With six full-page illustrations from drawings by John
Elliott. Crown 8vo. Cloth, gilt top
in box, $2.00 net

A book of delightful rambling sketches of Italian life. There is hardly another American so capable of interpreting Italian life and character.—Chicago Tribune.

The stories are full of humor and color, picturesque bits of real life, touched by a skilful hand.—Philadelphia Telegraph.

Not since the publication of Howell’s “Venetian Days” have we had books by an American so full of Italian sunshine and so soft with Italian atmosphere as are the writings of Mrs. Elliott.—Chicago Interior.


Little, Brown, & Co., Publishers, Boston

FOOTNOTES:

[1] James Freeman Clarke’s “Seven Great Religions.”

[2] The other day a Moroccan embassy to the German Emperor asked for his help against the too drastic rule of Morocco’s new masters, the French, on the strength of that old kinship. Blood is thicker than water. The blue eyes of William of Hohenzollern may have looked with something akin to sympathy into the blue eyes of the Berber hillmen when he went hunting among them on his famous shooting trip to Morocco, the beginning of so much diplomatic palaver!

[3] (Mr. White’s good offices eventually won a public expression of gratitude from the head of the German Government.)

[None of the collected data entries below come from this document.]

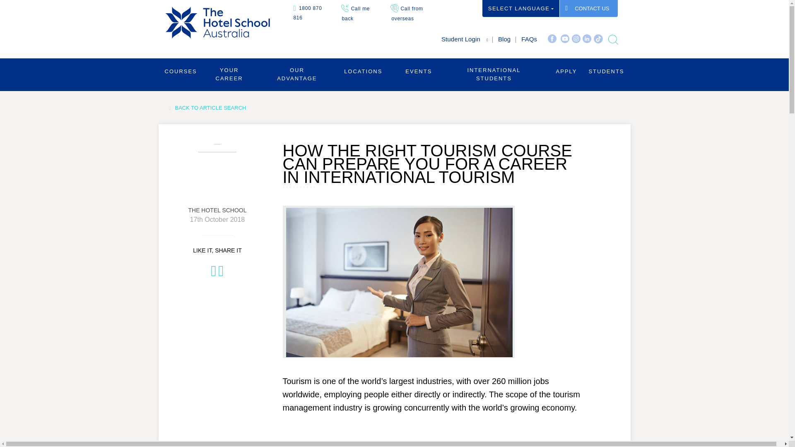 The height and width of the screenshot is (447, 795). Describe the element at coordinates (504, 39) in the screenshot. I see `Blog` at that location.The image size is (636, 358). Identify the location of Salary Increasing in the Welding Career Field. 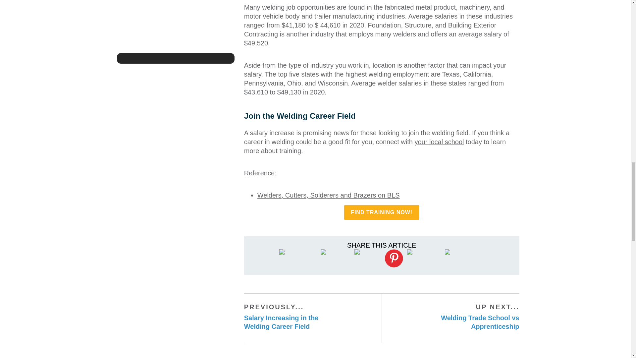
(471, 320).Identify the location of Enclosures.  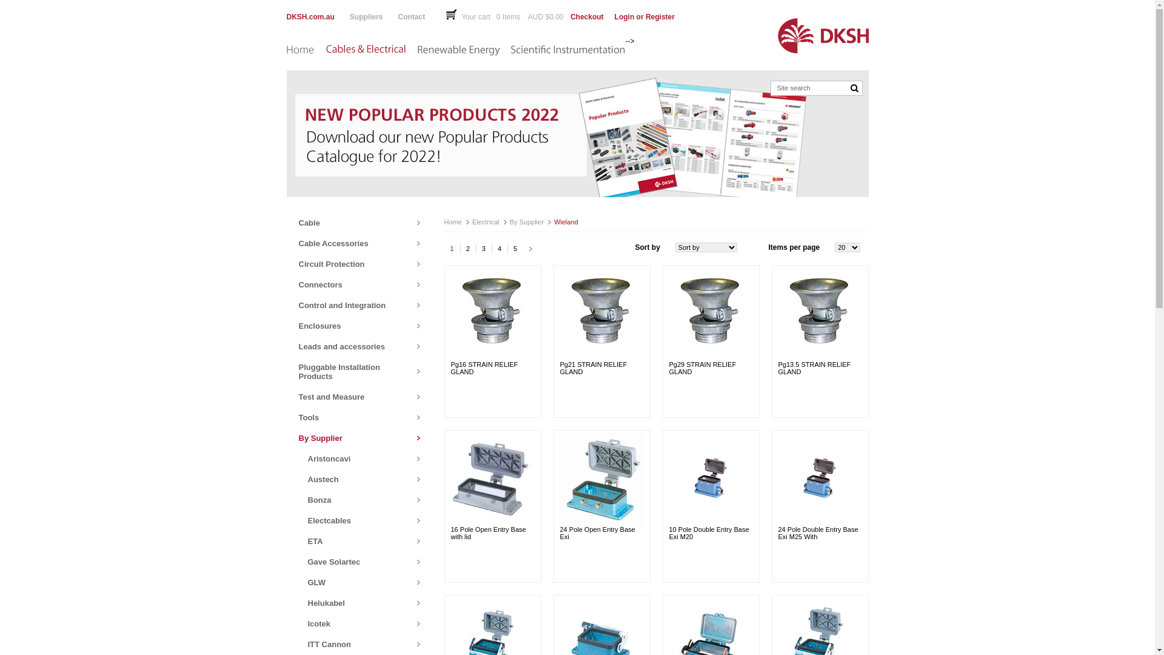
(359, 325).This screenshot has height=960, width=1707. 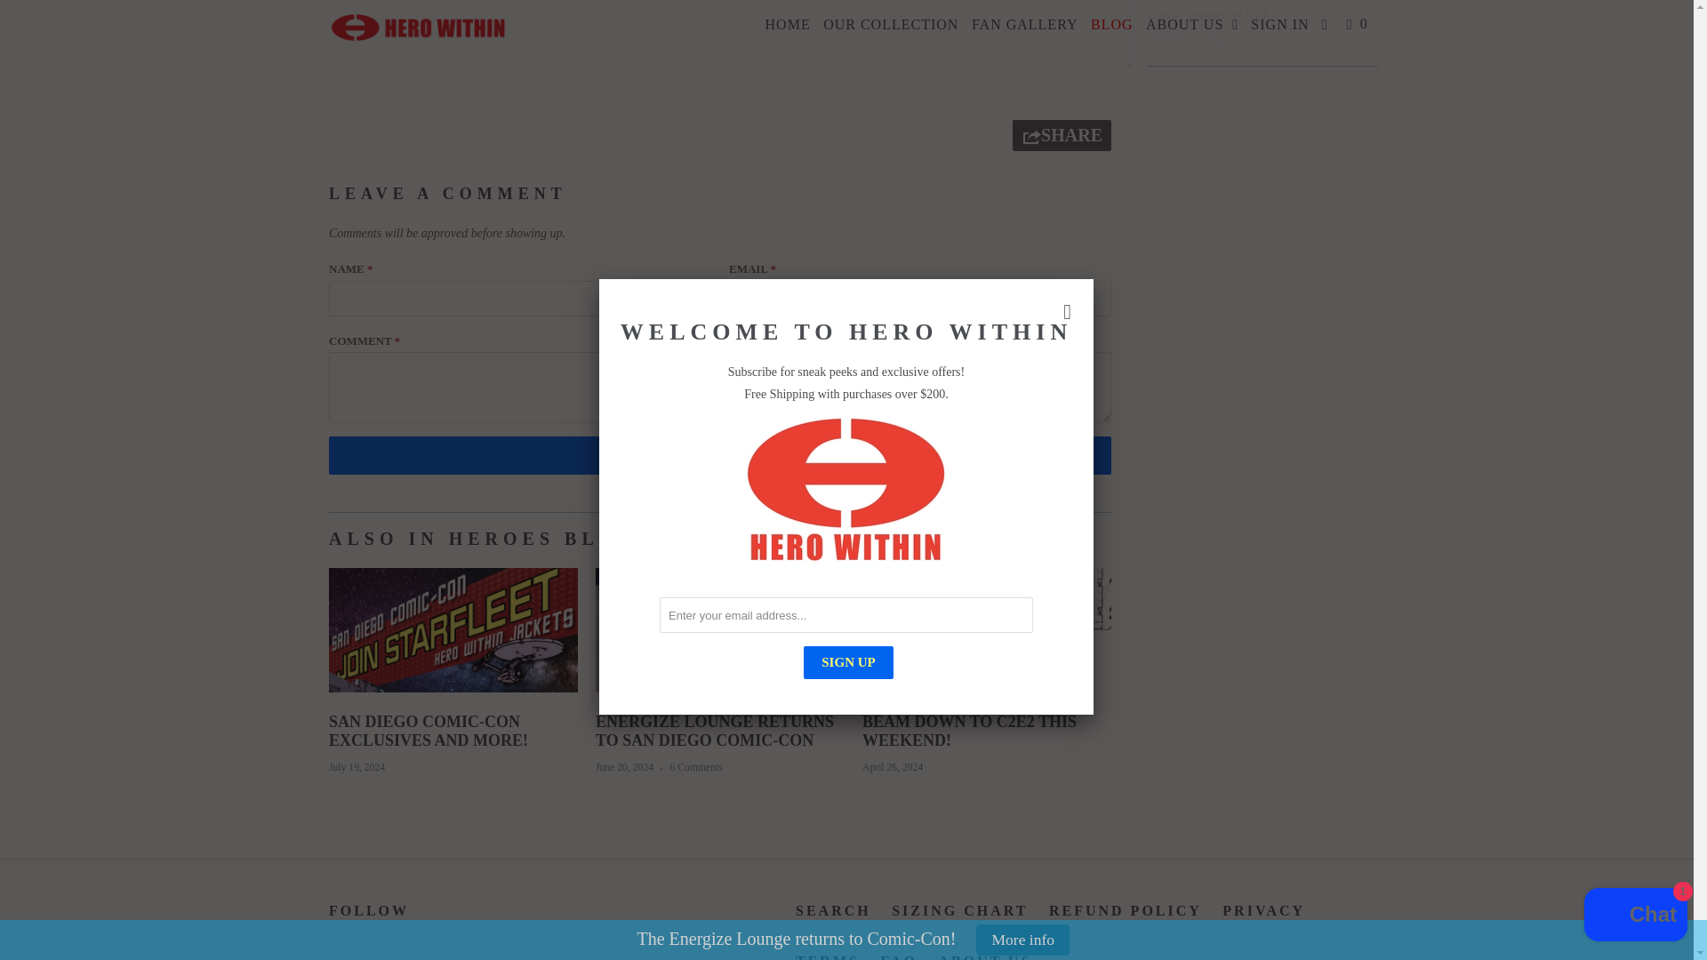 What do you see at coordinates (720, 455) in the screenshot?
I see `Post comment` at bounding box center [720, 455].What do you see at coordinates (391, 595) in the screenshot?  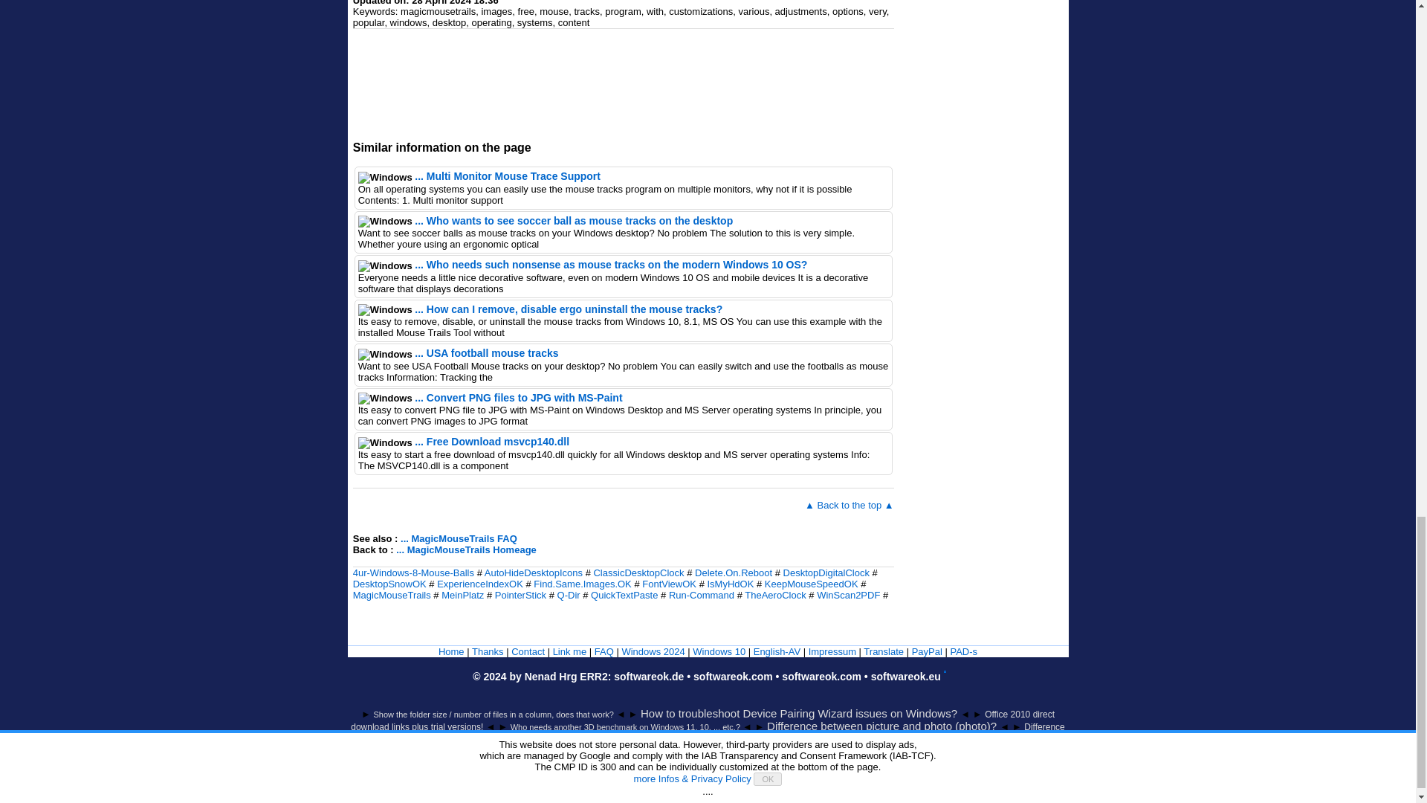 I see `MagicMouseTrails ` at bounding box center [391, 595].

[4] The Crown Prince of Portugal and his father, Don Carlos the King, were killed in the winter of 1908. The dreadful murder was curiously glossed over by the newspapers as a “political crime,” and outside of Portugal at least has apparently been quickly forgotten. The boy was a sweet-faced youth with charming manners. I cannot think of him without remembering the superstition that “whom the gods love die young.” As I look back at those fabulous fÊtes in the light of the dreadful double regicide, there seems something curiously suggestive and characteristic in the representatives sent by the different monarchs to the King of Spain’s wedding. It must be an openly accepted fact that there is great risk in attending such a celebration. The Kaiser thriftily sent his uncle, the Czar sent another uncle, Russia, Germany, Austria, Italy, all sent old men, uncles or cousins of the sovereign, whose lives were not particularly valuable. England (so like England) sent the King’s only son; Sweden sent the heir to the throne, and Portugal, unsuspicious, trustful in the character of its solid, serious, law-abiding people, sent the heir to the throne. The countries that have suffered most from the assassins of Anarchy—Austria, Russia, and Italy—risked only a small counter on the dreadful hazard.

[5] The picture is owned by Miss Dorothy Whitney of New York.